Washington – US-supplied aircraft played a crucial role in enabling the Indonesian military to crush East Timorese resistance to its invasion and occupation of the territory in the late 1970s, according to a report by an East Timor commission.
The Indonesian offensives "resulted in the severe suffering and hardship to tens of thousands of civilians sheltering in the interior at the time," the report said.
Indonesia, fearing a leftist takeover in East Timor following the end of Portuguese colonial rule in 1975, invaded the territory in late 1976 and subsequently annexed it.
According to the report, the United States felt compelled to support Indonesia's military government. The support included that of the Carter administration (1977-1981), which had made protection of human rights a centerpiece of its foreign policy, the report noted.
Efforts to reach Richard Holbrooke, a former UN ambassador who served as the Carter administration's top official for East Asia, were unsuccessful.
Successive US administrations all consistently stressed "the overriding importance of the relationship with Indonesia and the supposed irreversibility of the Indonesian takeover," the report said.
In 1977, reports began to emerge from East Timor about Indonesia's use of US-supplied OV-10 Bronco aircraft amid claims that they may have been used for spraying chemical defoliants.

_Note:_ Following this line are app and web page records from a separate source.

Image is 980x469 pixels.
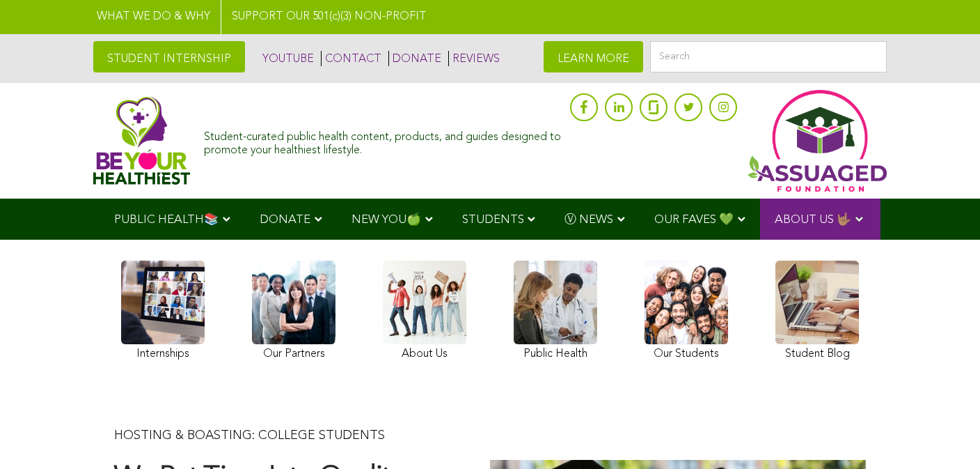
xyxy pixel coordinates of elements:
span: OUR FAVES 💚 [654,214,733,226]
span: DONATE [260,214,311,226]
iframe: Chat Widget [910,402,980,469]
a: REVIEWS [448,51,499,66]
a: LEARN MORE [544,41,643,73]
span: PUBLIC HEALTH📚 [114,214,219,226]
input: Search [650,41,887,73]
span: ABOUT US 🤟🏽 [774,214,851,226]
img: Assuaged App [748,90,887,191]
span: STUDENTS [462,214,524,226]
p: HOSTING & BOASTING: COLLEGE STUDENTS [114,427,462,444]
a: YOUTUBE [259,51,314,66]
img: glassdoor [649,100,658,114]
div: Student-curated public health content, products, and guides designed to promote your healthiest l... [204,124,563,157]
span: Ⓥ NEWS [564,214,613,226]
div: Navigation Menu [93,198,887,239]
img: Assuaged [93,97,190,185]
a: CONTACT [321,51,382,66]
span: NEW YOU🍏 [352,214,421,226]
a: STUDENT INTERNSHIP [93,41,245,73]
a: DONATE [388,51,441,66]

The US Embassy in Jakarta responded to questions from the US Congress on the subject by saying it had received "no reports that Indonesians have used chemical sprays in areas" aligned with the resistance movement.

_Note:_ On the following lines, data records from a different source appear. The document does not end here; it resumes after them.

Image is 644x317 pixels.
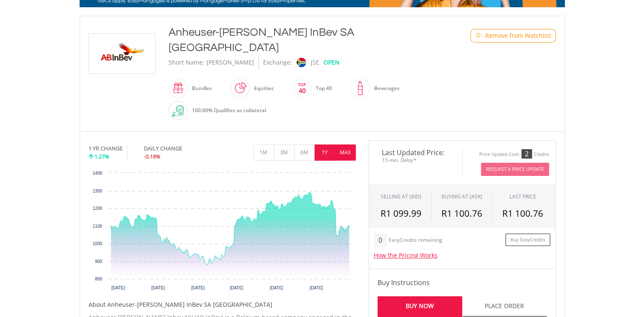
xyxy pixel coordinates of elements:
div: Chart. Highcharts interactive chart. [88,169,355,296]
div: Anheuser-[PERSON_NAME] InBev SA [GEOGRAPHIC_DATA] [169,25,436,55]
text: 1100 [92,224,102,229]
img: EQU.ZA.ANH.png [90,34,154,74]
img: jse.png [296,58,305,67]
div: OPEN [324,55,340,70]
div: Bundles [187,78,212,99]
div: 0 [374,233,387,247]
div: 1 YR CHANGE [88,145,123,153]
a: Buy EasyCredits [505,233,550,247]
text: 1400 [92,171,102,176]
svg: Interactive chart [88,169,355,296]
button: Watchlist - Remove from Watchlist [470,29,556,43]
div: Exchange: [263,55,292,70]
button: 1Y [315,145,335,161]
button: 6M [294,145,315,161]
text: 800 [95,277,102,281]
div: Credits [534,152,549,158]
text: 1300 [92,189,102,194]
a: Place Order [462,296,547,317]
a: Buy Now [377,296,462,317]
a: How the Pricing Works [374,252,437,259]
text: 1200 [92,206,102,211]
span: 100.00% Qualifies as collateral [192,107,266,114]
text: 900 [95,259,102,264]
h4: Buy Instructions [377,277,547,288]
text: [DATE] [230,286,243,290]
span: - Remove from Watchlist [481,32,551,40]
span: R1 100.76 [441,207,482,220]
text: [DATE] [309,286,323,290]
div: EasyCredits remaining [388,237,442,244]
div: SELLING AT (BID) [381,193,422,200]
button: MAX [335,145,355,161]
button: 3M [274,145,294,161]
div: [PERSON_NAME] [206,55,254,70]
span: -0.18% [144,153,160,160]
span: 1.27% [95,153,110,160]
span: BUYING AT (ASK) [441,193,482,200]
span: Last Updated Price: [376,149,456,156]
text: [DATE] [111,286,125,290]
img: Watchlist [475,32,481,39]
text: [DATE] [151,286,165,290]
div: Short Name: [169,55,204,70]
div: JSE [311,55,319,70]
img: collateral-qualifying-green.svg [173,106,184,117]
text: 1000 [92,242,102,246]
div: Equities [250,78,274,99]
div: LAST PRICE [509,193,536,200]
span: R1 100.76 [502,207,543,220]
button: 1M [253,145,274,161]
text: [DATE] [191,286,205,290]
h5: About Anheuser-[PERSON_NAME] InBev SA [GEOGRAPHIC_DATA] [88,301,355,309]
div: 2 [521,149,532,159]
button: Request A Price Update [481,163,549,176]
text: [DATE] [269,286,283,290]
div: Price Update Cost: [479,152,519,158]
div: Beverages [370,78,400,99]
div: DAILY CHANGE [144,145,211,153]
div: Top 40 [311,78,332,99]
span: R1 099.99 [381,207,422,220]
span: 15-min. Delay* [376,156,456,164]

Indonesia's use of OV-10s in East Timor "has thus far been limited to machine guns, rockets, and perhaps bombs," said the recently declassified cable to the US State Department.
The report was prepared by East Timor's Commission for Reception, Truth and Reconciliation (CAVR). Copies were distributed by the Washington-based National Security Archive, a research institute on international affairs. In preparing the report, East Timorese officials received assistance from a number of foreign governments, including the United States, and international non-govenrmental organizations.
According to the study, US officials generally declined to acknowledge the culpability of the Indonesian military for the large number of fatalities in East Timor. "Instead," the report said, "they maintained that the deaths were due to drought, an argument that the commssion finds to have been without merit."
East Timor was granted independence from Indonesia in May 2002. The report noted that US President Bill Clinton in 1999 persuaded Indonesia to accept deployment of an international force on East Timor to help end "massive" rights violations in the territory committed by Indonesian forces and pro-Jakarta groups.
In so doing, Clinton demonstrated the "considerable leverage" that the United States could have exerted earlier had the will been there, the study said.